Each state’s health policies will have a direct impact on its citizens health, well-being, and livelihood. Governments struggled to prioritize public safety while maintaining a stable economy during the Covid-19 pandemic and the balance between public health and economic stability has been pursued differently depending on the state. The outcomes to date reflect these choices. For example, Ghana, a country classified as a developing economy, has a Covid-19 death rate of 1.91 deaths per 100,000 people [4]. Compared to the United States’ 152.46 deaths per 100,000 people, its death rate is quite low [5]. Ghana’s government regulations have decreased the level of confirmed cases of the virus in part because of its initial partial lockdown, widespread testing, and other regulations that limited public gatherings and traveling were pursued more vigorously than in the US. Yet, due to its economic challenges, Ghana could not sustain its strong initial measures and confirmed cases began to rise. To explain the low death rates within Ghana, one can take an in depth look at the government responses to the pandemic. Ghana offers a clear example of how vigorous government regulations can compensate for an underdeveloped health system. By instituting a partial lockdown, mass testing, and restrictions on travel, Ghana demonstrated how these regulations would work even though they subsequently had to be eased to preserve livelihoods given the the limited economic mobility of a developing state.  

External Factors Impacting Death Rates

It is important to note factors other than government regulations that may also lessen the Covid-19 death rate. The Covid-19 virus puts members of certain population groups at heightened risk, such as the elderly and those with pre-existing conditions. Thus, for example, the average age of the population affects the overall death rate, as populations with higher concentrations of elderly citizens are more vulnerable to Covid-19 related deaths. In order to account for the effect of the virus on the population, life expectancy prior to the pandemic must also be considered. In developing nations, individuals with cardiovascular disease, diabetes, and other pre-existing conditions are less likely to survive. As a result, the populations of developing countries are less vulnerable to the virus, as there is less of a concentration of those with pre-existing conditions. Consequently, countries with younger average populations, higher mortality rates, and lower life expectancies prior to the Covid-19 pandemic have lower death rates [6]. As a developing country, this is true for the population of Ghana as well. 

In Ghana, the average age of the population is 21.1, compared to the United States’s average age of 38.3. Similarly, the life expectancy in Ghana is 64.1 years, while in the US it is 78.9 years [7]. The actions taken by the Ghanaian government have had an impact on reducing the Covid-19 deaths by limiting the spread of the virus. However, a comparison between death rates of developed and developing states risks overstating the effectiveness of government regulations, as environmental factors and the condition of existing health systems must be considered. Rather, the rate of confirmed cases should be noted. While the United States has over 8,000 confirmed cases per 100,000 individuals as of March 2021, Ghana’s confirmed cases per 100,000 people are within the 200s [8]. The stark difference in death rates may not reflect on government regulations but the rate of cases does.
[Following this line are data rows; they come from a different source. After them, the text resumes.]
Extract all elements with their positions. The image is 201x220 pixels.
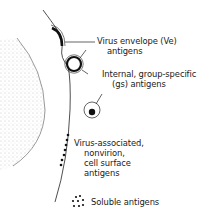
soluble-antigen-dots bbox=[72, 195, 84, 207]
label-internal-line2: (gs) antigens bbox=[102, 79, 196, 89]
cell-membrane bbox=[43, 10, 70, 202]
label-internal: Internal, group-specific (gs) antigens bbox=[102, 69, 196, 89]
virion-ring-icon bbox=[67, 57, 81, 71]
label-soluble: Soluble antigens bbox=[91, 197, 159, 207]
antigen-diagram bbox=[0, 0, 201, 220]
label-nonvirion-line3: cell surface bbox=[74, 158, 144, 168]
label-nonvirion-line2: nonvirion, bbox=[74, 148, 144, 158]
label-envelope: Virus envelope (Ve) antigens bbox=[97, 36, 177, 56]
label-nonvirion-line1: Virus-associated, bbox=[74, 138, 144, 148]
label-nonvirion-line4: antigens bbox=[74, 168, 144, 178]
label-nonvirion: Virus-associated, nonvirion, cell surfac… bbox=[74, 138, 144, 178]
stippled-cytoplasm bbox=[0, 38, 45, 170]
label-envelope-line1: Virus envelope (Ve) bbox=[97, 36, 177, 46]
label-internal-line1: Internal, group-specific bbox=[102, 69, 196, 79]
label-envelope-line2: antigens bbox=[97, 46, 177, 56]
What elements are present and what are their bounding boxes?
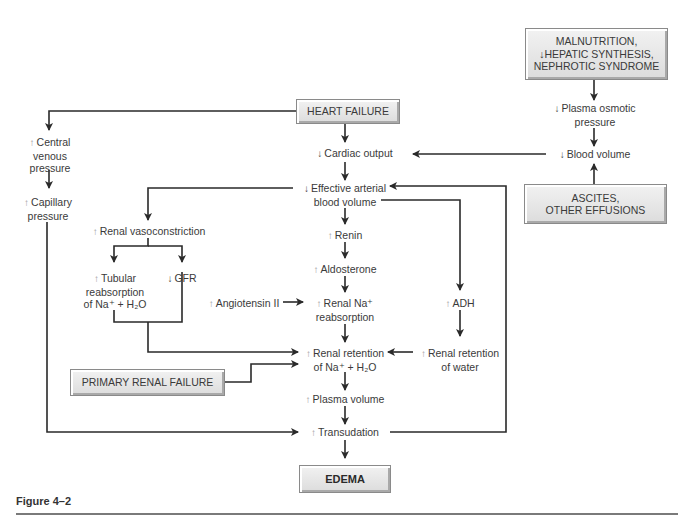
increase-arrow-icon: ↑ (328, 230, 333, 241)
decrease-arrow-icon: ↓ (554, 103, 559, 114)
increase-arrow-icon: ↑ (313, 264, 318, 275)
increase-arrow-icon: ↑ (306, 348, 311, 359)
heart-failure-box: HEART FAILURE (296, 99, 400, 124)
tubular-reabsorption-label: ↑Tubular reabsorption of Na⁺ + H₂O (80, 272, 150, 311)
renal-vasoconstriction-label: ↑Renal vasoconstriction (84, 225, 214, 239)
increase-arrow-icon: ↑ (93, 226, 98, 237)
increase-arrow-icon: ↑ (311, 427, 316, 438)
increase-arrow-icon: ↑ (24, 197, 29, 208)
malnutrition-line-3: NEPHROTIC SYNDROME (534, 60, 659, 73)
renal-na-reabsorption-label: ↑Renal Na⁺ reabsorption (305, 297, 385, 323)
renin-label: ↑Renin (315, 229, 375, 243)
adh-label: ↑ADH (435, 297, 485, 311)
decrease-arrow-icon: ↓ (317, 148, 322, 159)
plasma-volume-label: ↑Plasma volume (300, 393, 390, 407)
ascites-line-2: OTHER EFFUSIONS (546, 204, 646, 217)
caption-divider (16, 513, 678, 515)
increase-arrow-icon: ↑ (421, 348, 426, 359)
malnutrition-line-1: MALNUTRITION, (556, 35, 638, 48)
increase-arrow-icon: ↑ (317, 298, 322, 309)
edema-box: EDEMA (299, 465, 391, 493)
increase-arrow-icon: ↑ (209, 298, 214, 309)
decrease-arrow-icon: ↓ (304, 183, 309, 194)
increase-arrow-icon: ↑ (306, 394, 311, 405)
angiotensin-ii-label: ↑Angiotensin II (205, 297, 283, 311)
capillary-pressure-label: ↑Capillary pressure (18, 196, 78, 222)
malnutrition-line-2: ↓HEPATIC SYNTHESIS, (539, 48, 654, 61)
effective-arterial-blood-volume-label: ↓Effective arterial blood volume (297, 182, 393, 208)
increase-arrow-icon: ↑ (445, 298, 450, 309)
renal-retention-na-h2o-label: ↑Renal retention of Na⁺ + H₂O (300, 347, 390, 373)
transudation-label: ↑Transudation (302, 426, 388, 440)
central-venous-pressure-label: ↑Central venous pressure (20, 136, 80, 175)
plasma-osmotic-pressure-label: ↓Plasma osmotic pressure (550, 102, 640, 128)
renal-retention-water-label: ↑Renal retention of water (415, 347, 505, 373)
blood-volume-label: ↓Blood volume (550, 148, 640, 162)
increase-arrow-icon: ↑ (94, 273, 99, 284)
increase-arrow-icon: ↑ (30, 137, 35, 148)
ascites-box: ASCITES, OTHER EFFUSIONS (524, 184, 667, 224)
cardiac-output-label: ↓Cardiac output (300, 147, 410, 161)
decrease-arrow-icon: ↓ (560, 149, 565, 160)
gfr-label: ↓GFR (160, 272, 204, 286)
ascites-line-1: ASCITES, (572, 192, 620, 205)
malnutrition-box: MALNUTRITION, ↓HEPATIC SYNTHESIS, NEPHRO… (525, 28, 668, 80)
aldosterone-label: ↑Aldosterone (305, 263, 385, 277)
primary-renal-failure-box: PRIMARY RENAL FAILURE (70, 369, 225, 396)
decrease-arrow-icon: ↓ (167, 273, 172, 284)
figure-caption: Figure 4–2 (16, 495, 71, 507)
Similarly, unreported cases may skew existing data, as reported cases are often lower than existing ones. Still, analyzing a county’s reported cases allows for an understanding of the effectiveness of government regulations, especially in the presence of an underdeveloped health system.

Ghana’s Initial Response 

Established in 1996, the Ghana Health Service is relatively young [9]. An arm of the Ministry of Health, the Ghana Health Service is responsible for administering medical services provided by the government, as well as implementing health care policy. Prior to the Covid-19 pandemic, the Ghana Health Service’s focus was on developing and maintaining programs to control HIV, malaria, and tuberculosis [10]. Over the last two decades, the health system in Ghana has undergone major reforms with the purpose of creating a health care system that is equitable, efficient, accessible, and responsive. The reforms, however, have proven to be more expensive than the government’s initial projections, limiting the scope of the reforms. When the first case of Covid-19 reached Ghana, only around 40% of the Ghanaian population had access to health care [11].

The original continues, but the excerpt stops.